I sometimes hate that I cannot sense those NT bad intentions and comcommitant negative emotions, such as jealousy, which is an emotion I do not have and cannot really know except vicariously. I cannot see them coming but they can leave a bloody trail.

I think it is a common trait for people to ignore bad intentions if possible, and it has become more widespread than it should be. There may be too much expectation that someone else will fix it, and that it is no longer possible for ordinary people to have a say in how the world around them behaves. This seems to have resulted in an over-protective attitude towards children, which restricts them and keeps them uninformed. Even childhood stories and tales which have previously shown children that the world is not as safe as it might appear, have been deemed too frightening.

All people on the spectrum have probably needed, and rarely got, explicit explanation of both good and bad intentions, in order to compensate for lack of instinct and the ability to detect affective states in others. This becomes even less likely to happen, if the prevailing attitude is to keep all children uninformed.

anbuend wrote:
Part of the problem is that really scary kinds of people are attracted to being around autistic people and other people they consider gullible. Including sociopaths. So we see a higher than average amount of such people.

conundrum wrote:
One of the reasons so many people on here speak of negative experiences and a view of "a world that is rotten at its core" is because that is the only side of human nature many have been exposed to, due, in part, to being "different."
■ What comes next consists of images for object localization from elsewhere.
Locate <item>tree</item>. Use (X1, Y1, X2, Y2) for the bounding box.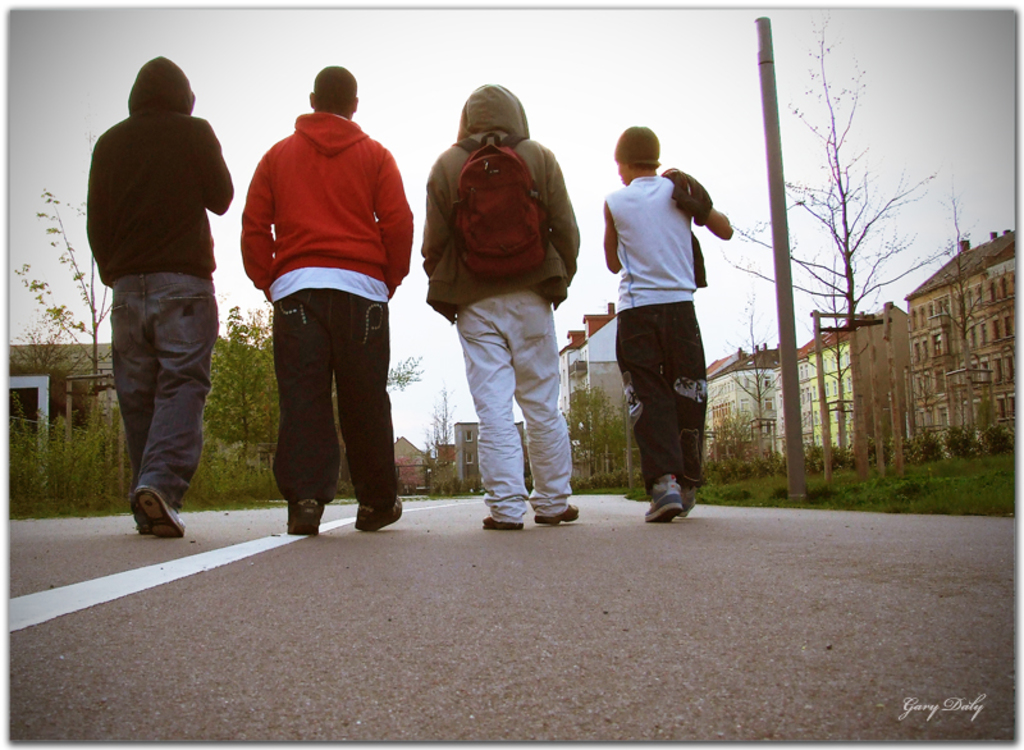
(24, 325, 81, 381).
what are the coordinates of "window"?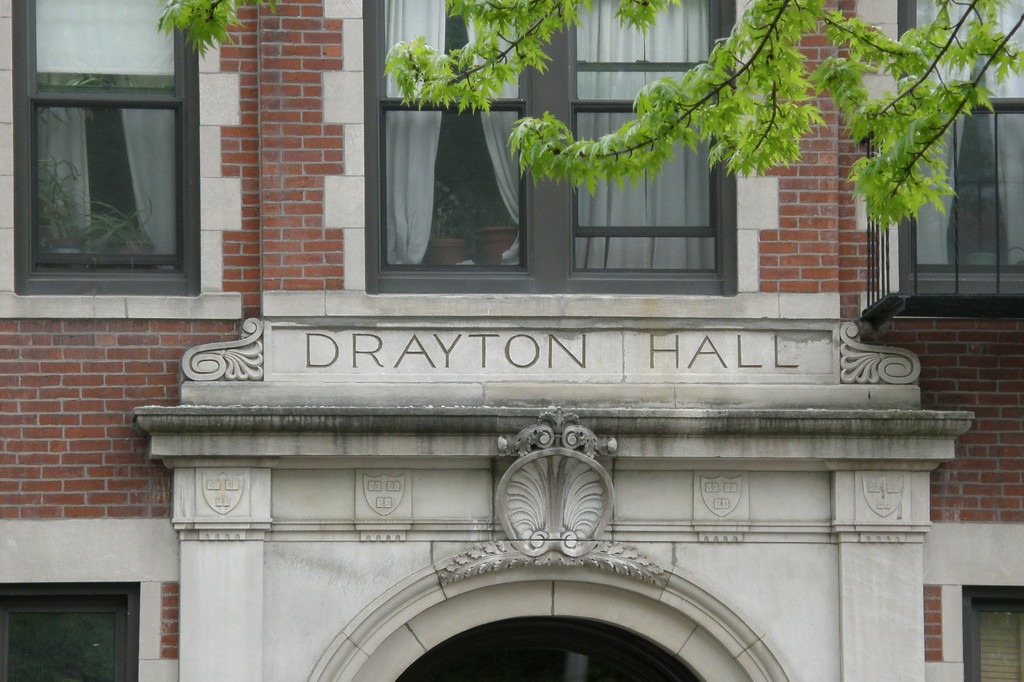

We do need instruction to balance inherent naivety, since it may be the consequence of not expecting the bad, but continually receiving it, which ends up distorting the world view towards so much bleakness. There are most definitely good people, and surely more good than not. But isn't it really about time all people started to acknowledge that there is good and bad, and look towards limiting the bad, rather than leaving those least able to cope (not just people with autism) to have to stand against it.

marshall wrote:
[Or...

What we are really seeing isn't a battle between people with AS and the NT world. It's a battle between the have-nots and a world that is controlled by and for the haves. The haves must remain nominally polite and careful not to feel like they are causing direct harm to the have-nots as thier guilty conscience will not allow this. Yet they can be free of guilt if they merely brush them off subtly. The have-nots are always going to be inconvenient to the haves. Thus the perceived duplicity.

Yes, perhaps some of apparent hostility towards the have-nots is more to do with guilt than inherent badness, since guilt can inhibit many good intentions. Guilt, and fear of losing those things which keep the guilt and fear at bay.

Another way to say that: a fear that, by recognising someone has needs, you may lose the complacency which allowed you to ignore those needs, and may become disillusioned with what you have as a consequence.